A GP Clinical Reference Group has been established. GPs, and practice nurses and Hutt Hospital clinicians once a month get together to talk about making it easier for primary patients to access hospital services, such as a section of care within the hospital. The aim is to help them get better access for their patients to x-rays, to mental health, outpatient clinics – and vice versa.
“It’s an opportunity for primary care and secondary care clinicians to talk together about helping each other do things better for the benefit of the patients.”
A Long Term Conditions Think Tank, involving primary and secondary care doctors, nurses, allied health and social workers, management and the non-government organisation sector, is also meeting to discuss more effective, co-ordinated care options.
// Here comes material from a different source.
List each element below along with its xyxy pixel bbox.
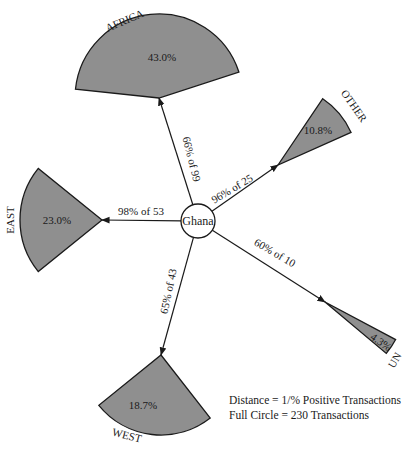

These aren’t simple issues. But the fact that Hutt Valley DHB is the first in the country to appoint a GP to report directly to its chief executive on improved primary/secondary liaison shows the problem is being taken seriously here, Dr Fitzmaurice says.
“I think if you improve communication between primary and secondary, we’re 90 per cent of the way there.”
Finding it hard to get a GP in the Hutt Valley?
NZ Doctor notes that doctors and nurses in general practice average 50 years of age
At least 3000 patients are without a Doctor in the Hutt Valley
The Medical Council’s 2006 workforce survey, showing low GP coverage in areas such as Hutt Valley, where the DHB estimates 3000 people are not enrolled in a general practice.
Compared with the survey’s average of 73 full-time equivalent GPs per 100,000 people in 2006, Hutt Valley had only 60.
Hutt Valley DHB is working on a recruitment pilot scheme among other possible solutions to its GP shortage. That’s encouraging but the more immediate difficulty is a lack of locums that is depriving GPs of time off. Local MP Chris Hipkins also shows concern on this matter last year before election.
The current situation is still highly unsatisfactory, and as Winter approaches the difficulty continues for many Hutt Valley recent arrivals. Given the survey was undertaken in 2006, one wonders as to the current shortage, which I’m sure to hear in mainstream media as the winter deepens.